At least he’d remembered the thing about the hands locked behind the man’s head, Slocum thought. Maybe there was some hope for him after all.
A long and tiresome explanation of exactly what had happened down at the Purple Garter followed at the sheriff’s office, and Slocum was relieved he hadn’t asked any questions on the way there. About forty minutes of this was all he could stand.
Jack kept trying to make himself out a hero, but the sheriff questioned everything he said. The prisoner disagreed with his story at every turn, too, and then Wall Stevens kicked in with his two cents’ worth, and then Tom Mitchell had to start yammering, too.
If it had taken Jack only a quarter of the time to “capture” Silas Recker than he was taking to tell the story, then they’d still be up at the saloon, Slocum thought.
Through the noise of all of them ringing in his ears, Slocum suddenly stood straight up and yelled, “Quiet!”
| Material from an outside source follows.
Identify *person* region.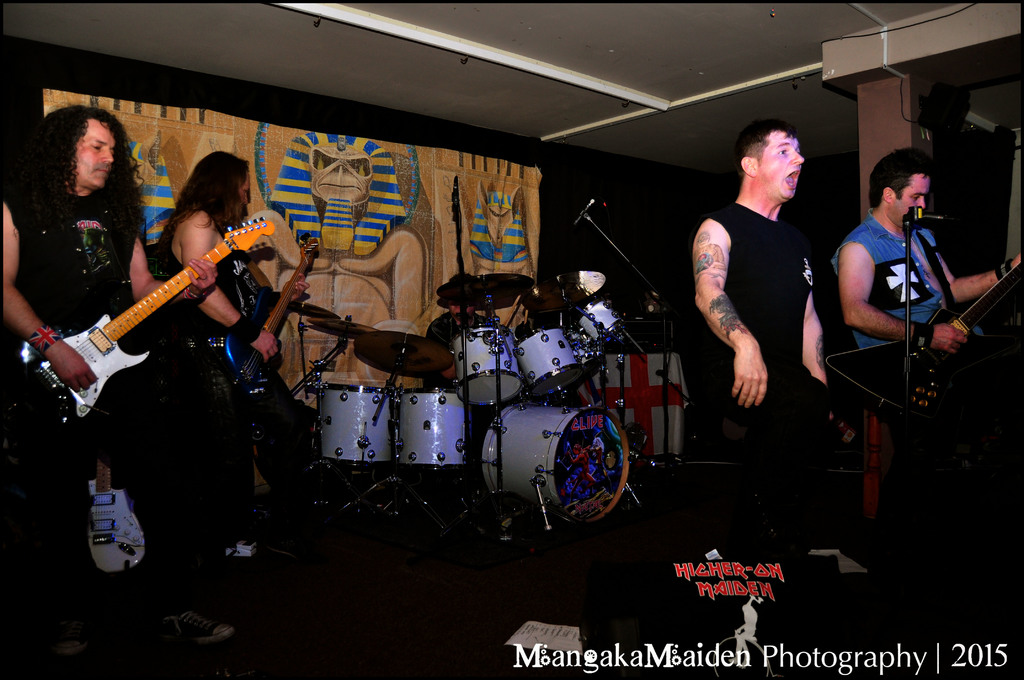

Amazingly, the jail was suddenly silent.
“Sheriff,” he went on, “you got your man locked up in the cell over there. Just give Jack here the voucher and let’s be done with it. All right?”
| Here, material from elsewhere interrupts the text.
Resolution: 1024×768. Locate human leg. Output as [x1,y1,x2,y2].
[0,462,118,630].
The sheriff agreed, and Slocum sent Jack on up to the bank with his voucher. Shit. The kid was as cocky as ever. Slocum would have liked to get his hands on that bartender. He figured that if he couldn’t get it away from him, at least he could bump him so that his final shot was a little lower.
Just a wound, Lord, he prayed. Just a simple flesh wound is all I ask . . .
He settled back in the armchair in Katie’s room and lit the cigar he’d picked up on the way home. He was alone, Katie having gone out before he showed up, to run some errands.
The cigar didn’t taste right, and he blamed this on Jack, too. He’d been blaming Jack for everything from the weather to the parlor drapes all the way from the sheriff’s office. What was with that kid anyway?
No, stop that shit, he thought. H
e ain’t no goddamn kid. You were younger than him when the war was over and done. He’s just green as hell, that’s all.
And green could be a dangerous thing.
Slocum figured that he’d best get shed of Jack as soon as possible. But yet, he didn’t want to crush any real bravery that might pound in that chest of his. He thought there was some there—Jack just hadn’t called it up yet.
He rolled his ash off in the little crystal ashtray that Katie kept on her table, and settled back again. What the hell to do now? Jack would likely come back from the bank all cocky and full of himself, and raring to go after their next quarry.
Well, they’d have to head north to find the next one. At least he was good company on the trail, Slocum thought. But that didn’t make up for much, when you came right down to it.
A man who could do the job was what he needed, and Jack constantly proved he wasn’t that man.
Then again, why did he need anybody? Slocum had ridden alone for most of the years since the war. If this was going to be his new line of work—and a well-paying line it was—why was he so ready to take on a partner at this late date? He thought back, back to Tucson, and tried to remember how he’d gotten tangled up with this pup in the first place.
“Damn it, I’m too softhearted!” he said aloud, announcing a trait that he’d never been accused of owning. Well, except when it came to horses.
But he’d been softhearted and softheaded, too. He’d been impressed that Jack had the balls to try and take him in for that old Tucson misunderstanding, for one thing. And when he realized that good money could be made by rounding up badasses—most of whom were no badder than he was—Jack just happened to be around.
And there it was. Well, what was done could be undone, if not quite so easily. He rolled the ash off his cigar again, and glanced out the window.
Someone once said, Think of the devil and he shall appear. And there was Jack, just coming up the walk. Grinning like a shit-eating dog, of course.